Bray, David. Social Space and Governance in Urban China: the Danwei System from Origins to Reform. Stanford: Stanford University Press, 2005.

Chen, Xiaofei. “Looking into the Supergrid and Superblock Structure in Chinese Cities: Taking Xi’an and Nanjing as Examples.” In Chinese Urban Planning and Construction: From Historical Wisdom to Modern Miracles, edited by Lanchun Bian, Yan Tang, and Zhenjiang Shen, 37-62. Springer, n.d.

Friedmann John. China’s Urban Transition. Minneapolis: University of Minnesota Press, 2005.

Lewis, Mark Edward. China’s Cosmopolitan Empire: The Tang Dynasty. Cambridge: Belknap Press, 2009.

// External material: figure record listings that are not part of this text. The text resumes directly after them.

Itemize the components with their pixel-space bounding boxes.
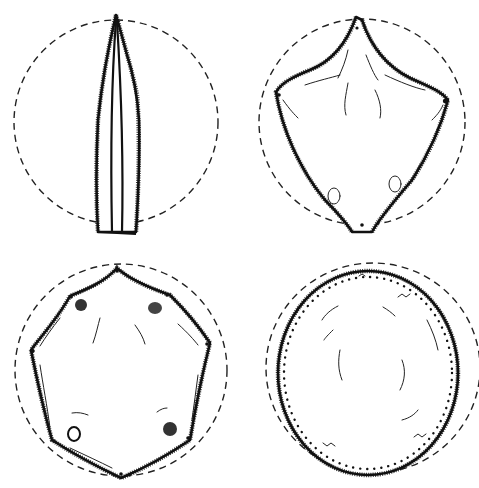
panel-2-dot-bottom <box>360 223 364 227</box>
panel-2-dot-top <box>355 26 358 29</box>
panel-3-vertex-dot-4 <box>52 439 56 443</box>
panel-3-vertex-dot-5 <box>119 472 123 476</box>
panel-4-oval-leaf <box>266 263 479 475</box>
panel-3-spot-top-right <box>148 302 162 314</box>
panel-3-heptagon-leaf <box>15 264 227 478</box>
panel-2-leaf-outline <box>276 17 448 232</box>
panel-3-spot-bottom-right <box>163 422 177 436</box>
panel-2-dot-left <box>277 93 281 97</box>
panel-3-vertex-dot-7 <box>205 342 209 346</box>
panel-3-leaf-outline <box>31 268 210 478</box>
panel-3-vertex-dot-6 <box>186 436 190 440</box>
panel-2-dot-right <box>443 99 447 103</box>
panel-3-vertex-dot-1 <box>115 269 119 273</box>
illustration-canvas <box>0 0 479 488</box>
panel-1-narrow-leaf <box>14 15 218 234</box>
panel-3-vertex-dot-2 <box>69 295 73 299</box>
panel-3-spot-top-left <box>75 299 87 311</box>
panel-3-vertex-dot-3 <box>31 349 35 353</box>
panel-3-vertex-dot-8 <box>165 293 169 297</box>
panel-2-kite-leaf <box>259 17 465 232</box>
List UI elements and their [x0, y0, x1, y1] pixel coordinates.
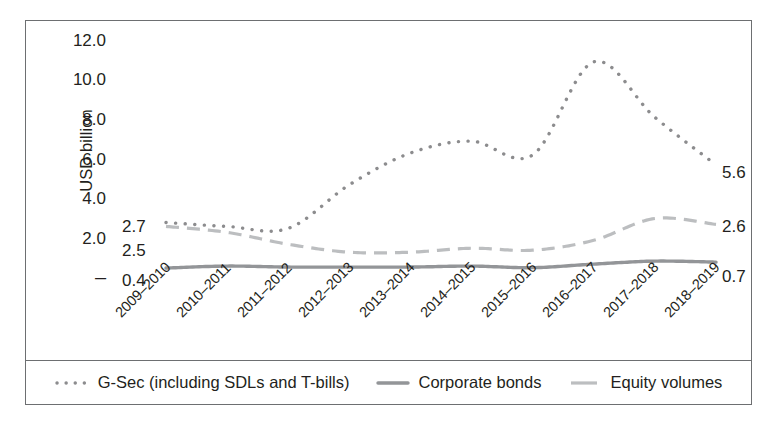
annotation-equity-start: 2.5	[122, 242, 146, 259]
legend-swatch-solid-icon	[376, 377, 410, 389]
series-canvas	[106, 21, 753, 321]
y-tick-label: 8.0	[56, 111, 106, 128]
legend-swatch-dotted-icon	[55, 377, 89, 389]
series-line-gsec	[166, 61, 716, 231]
series-line-equity	[166, 218, 716, 253]
plot-area: 2.7 2.5 0.4 5.6 2.6 0.7 2009–2010 2010–2…	[106, 21, 751, 404]
annotation-gsec-end: 5.6	[722, 164, 746, 181]
y-axis-tick-labels: 12.0 10.0 8.0 6.0 4.0 2.0 –	[44, 21, 106, 406]
legend-swatch-dashed-icon	[567, 377, 601, 389]
legend-item-gsec: G-Sec (including SDLs and T-bills)	[55, 373, 350, 392]
y-tick-label: 4.0	[56, 190, 106, 207]
y-tick-label: 12.0	[56, 32, 106, 49]
legend-item-corporate-bonds: Corporate bonds	[376, 373, 542, 392]
y-tick-label: 10.0	[56, 71, 106, 88]
annotation-equity-end: 2.6	[722, 218, 746, 235]
y-tick-label: 6.0	[56, 151, 106, 168]
legend-label: Equity volumes	[610, 373, 722, 392]
annotation-corporate-end: 0.7	[722, 268, 746, 285]
chart-legend: G-Sec (including SDLs and T-bills) Corpo…	[26, 360, 751, 404]
y-tick-label: 2.0	[56, 230, 106, 247]
y-tick-label: –	[56, 267, 106, 287]
chart-figure: USD billion 12.0 10.0 8.0 6.0 4.0 2.0 – …	[25, 20, 752, 405]
legend-label: G-Sec (including SDLs and T-bills)	[98, 373, 350, 392]
series-line-corporate-bonds	[166, 261, 716, 268]
legend-item-equity-volumes: Equity volumes	[567, 373, 722, 392]
legend-label: Corporate bonds	[419, 373, 542, 392]
annotation-gsec-start: 2.7	[122, 218, 146, 235]
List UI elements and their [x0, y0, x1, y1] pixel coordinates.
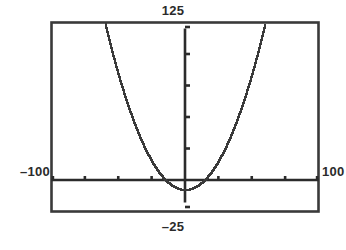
calculator-graph-screen: 125 –100 100 –25	[0, 0, 346, 250]
graph-plot-area	[0, 0, 346, 250]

Li, Hanlin. Thoughts on Chinese Work-Unit Society. Shanghai: Shanghai People’s Publishing House, 1994.

Li, Leah Cheung Ah. Where the Past Meets the Future: The Politics of Heritage in Xi’an. Münster, Zürich: Lit-Verlag, 2019.

Pow, Choon-Piew. Gated Communities in China: Class, Privilege and the Moral Politics of the Good Life. New York: Routledge, 2009.

Sit, Victor F S. Chinese City and Urbanism: Evolution and Development. New Jersey: World Scientific, 2010.

Tang, Beibei. China’s Housing Middle Class: Changing Urban Life in Gated Communities. New York: Routledge, 2018.

Tian, Yipeng and Miao Yiyan. “Soviet Elements in the Formation of the Danwei System: Edinonachalie as the Core in the 1950s.” Jilin University Social Sciences Edition 56, 3 (May 2016): 80-90.

Wu, Hongqi and Yan Yan. “Study on Renewing Patterns in History and Renewing Strategies in the New Century of Xi ‘an.” Collections of Essays on Chinese Historical Geography 18, no. 4 (2003): 25-37.

Yan, Wei, Yue Wang, and Feng-Fan Yang. “Research on Industrialized Spatial Features of Xi’an Modern City.” In Proceedings of the 4th International Conference on Civil Engineering and Urban Planning, Beijing, 2015, 121-126. Beijing: CRC Press.

Yeh, Wen-hsin. “Republican Origins of the Danwei: The Case of Shanghai’s Bank of China,” in Danwei: The Changing Chinese Workplace in Historical and Comparative Perspective, edited by Xiaobo Lü and Elizabeth J. Perry, 60-88. New York: M. E. Sharpe, 1997.